• PROMPT:
Below are some records. Reproduce them exactly from their first line through the line with "Task: Click on the house", inclusive.

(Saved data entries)
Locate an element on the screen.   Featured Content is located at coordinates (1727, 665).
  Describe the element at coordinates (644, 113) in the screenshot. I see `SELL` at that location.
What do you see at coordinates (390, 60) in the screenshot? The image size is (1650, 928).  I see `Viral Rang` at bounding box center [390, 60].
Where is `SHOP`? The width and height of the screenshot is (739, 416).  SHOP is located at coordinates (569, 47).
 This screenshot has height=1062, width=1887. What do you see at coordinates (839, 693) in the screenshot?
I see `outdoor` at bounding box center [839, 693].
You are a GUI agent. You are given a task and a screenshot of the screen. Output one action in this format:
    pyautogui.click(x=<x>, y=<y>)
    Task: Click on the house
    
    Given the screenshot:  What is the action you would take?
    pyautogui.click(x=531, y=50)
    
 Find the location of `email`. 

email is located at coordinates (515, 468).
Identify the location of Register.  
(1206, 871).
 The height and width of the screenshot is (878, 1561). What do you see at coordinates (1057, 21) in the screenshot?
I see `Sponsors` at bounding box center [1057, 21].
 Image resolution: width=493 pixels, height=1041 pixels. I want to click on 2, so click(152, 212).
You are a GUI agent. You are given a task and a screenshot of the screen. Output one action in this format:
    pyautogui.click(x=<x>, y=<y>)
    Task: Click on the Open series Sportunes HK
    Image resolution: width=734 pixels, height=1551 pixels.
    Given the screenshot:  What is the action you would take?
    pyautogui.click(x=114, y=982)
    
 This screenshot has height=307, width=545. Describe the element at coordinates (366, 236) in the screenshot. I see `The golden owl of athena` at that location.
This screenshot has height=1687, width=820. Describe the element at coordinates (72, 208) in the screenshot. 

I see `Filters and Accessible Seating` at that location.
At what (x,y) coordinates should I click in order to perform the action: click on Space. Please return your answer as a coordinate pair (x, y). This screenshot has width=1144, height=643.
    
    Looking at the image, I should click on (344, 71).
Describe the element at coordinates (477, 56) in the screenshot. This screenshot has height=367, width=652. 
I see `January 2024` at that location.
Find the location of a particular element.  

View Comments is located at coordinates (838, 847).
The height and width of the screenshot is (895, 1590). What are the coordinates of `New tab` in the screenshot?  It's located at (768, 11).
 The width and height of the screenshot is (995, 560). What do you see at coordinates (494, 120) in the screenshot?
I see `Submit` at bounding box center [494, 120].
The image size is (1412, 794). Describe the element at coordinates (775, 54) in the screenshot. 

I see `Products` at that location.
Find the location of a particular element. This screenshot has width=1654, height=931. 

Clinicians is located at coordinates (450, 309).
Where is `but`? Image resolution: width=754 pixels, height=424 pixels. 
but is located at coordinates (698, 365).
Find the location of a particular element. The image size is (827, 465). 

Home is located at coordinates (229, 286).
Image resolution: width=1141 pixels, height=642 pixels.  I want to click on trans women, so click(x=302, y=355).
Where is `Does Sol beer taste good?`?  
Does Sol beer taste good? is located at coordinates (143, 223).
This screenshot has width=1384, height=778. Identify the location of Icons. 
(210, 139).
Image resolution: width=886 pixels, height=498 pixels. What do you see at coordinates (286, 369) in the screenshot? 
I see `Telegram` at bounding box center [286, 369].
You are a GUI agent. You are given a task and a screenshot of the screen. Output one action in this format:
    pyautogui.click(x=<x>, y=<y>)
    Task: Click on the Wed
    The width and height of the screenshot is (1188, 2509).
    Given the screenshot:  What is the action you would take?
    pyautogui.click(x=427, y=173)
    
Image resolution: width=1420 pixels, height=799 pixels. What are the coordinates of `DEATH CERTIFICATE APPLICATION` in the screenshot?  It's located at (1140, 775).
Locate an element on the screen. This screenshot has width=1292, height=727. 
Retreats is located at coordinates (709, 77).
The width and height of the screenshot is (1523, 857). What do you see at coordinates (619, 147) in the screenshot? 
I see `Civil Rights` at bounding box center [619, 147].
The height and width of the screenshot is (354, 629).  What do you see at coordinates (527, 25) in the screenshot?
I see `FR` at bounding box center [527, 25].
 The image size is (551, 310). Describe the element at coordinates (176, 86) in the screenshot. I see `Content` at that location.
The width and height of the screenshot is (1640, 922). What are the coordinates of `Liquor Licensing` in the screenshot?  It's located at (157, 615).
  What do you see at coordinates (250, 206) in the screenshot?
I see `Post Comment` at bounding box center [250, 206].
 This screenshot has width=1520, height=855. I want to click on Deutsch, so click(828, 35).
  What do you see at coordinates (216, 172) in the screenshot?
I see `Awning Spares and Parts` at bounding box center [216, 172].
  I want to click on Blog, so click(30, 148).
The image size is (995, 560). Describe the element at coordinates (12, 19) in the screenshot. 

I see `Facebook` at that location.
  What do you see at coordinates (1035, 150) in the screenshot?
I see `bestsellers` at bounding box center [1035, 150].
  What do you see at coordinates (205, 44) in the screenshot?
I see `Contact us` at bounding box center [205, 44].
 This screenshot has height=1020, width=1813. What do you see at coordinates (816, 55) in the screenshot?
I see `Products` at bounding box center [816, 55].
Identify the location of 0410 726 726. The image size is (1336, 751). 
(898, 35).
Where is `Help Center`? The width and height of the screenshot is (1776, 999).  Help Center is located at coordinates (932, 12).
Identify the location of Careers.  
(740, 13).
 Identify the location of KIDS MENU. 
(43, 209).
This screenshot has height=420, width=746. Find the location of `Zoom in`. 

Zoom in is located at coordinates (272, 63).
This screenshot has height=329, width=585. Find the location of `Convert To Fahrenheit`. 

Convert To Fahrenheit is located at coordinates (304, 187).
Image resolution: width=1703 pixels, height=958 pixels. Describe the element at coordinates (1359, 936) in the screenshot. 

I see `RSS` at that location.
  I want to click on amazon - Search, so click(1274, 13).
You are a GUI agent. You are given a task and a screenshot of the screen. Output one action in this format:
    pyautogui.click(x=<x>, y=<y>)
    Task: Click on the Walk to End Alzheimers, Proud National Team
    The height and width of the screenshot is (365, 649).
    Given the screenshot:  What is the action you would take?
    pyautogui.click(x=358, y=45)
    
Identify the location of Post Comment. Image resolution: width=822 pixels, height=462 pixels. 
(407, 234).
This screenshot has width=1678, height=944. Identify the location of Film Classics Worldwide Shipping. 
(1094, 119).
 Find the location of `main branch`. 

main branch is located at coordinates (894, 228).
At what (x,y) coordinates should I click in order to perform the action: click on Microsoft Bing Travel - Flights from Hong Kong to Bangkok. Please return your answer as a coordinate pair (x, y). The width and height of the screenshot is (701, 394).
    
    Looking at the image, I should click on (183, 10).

• WORKED SOLUTION:
Locate an element on the screen.   Featured Content is located at coordinates (1727, 665).
  Describe the element at coordinates (644, 113) in the screenshot. I see `SELL` at that location.
What do you see at coordinates (390, 60) in the screenshot? The image size is (1650, 928).  I see `Viral Rang` at bounding box center [390, 60].
Where is `SHOP`? The width and height of the screenshot is (739, 416).  SHOP is located at coordinates (569, 47).
 This screenshot has height=1062, width=1887. What do you see at coordinates (839, 693) in the screenshot?
I see `outdoor` at bounding box center [839, 693].
You are a GUI agent. You are given a task and a screenshot of the screen. Output one action in this format:
    pyautogui.click(x=<x>, y=<y>)
    Task: Click on the house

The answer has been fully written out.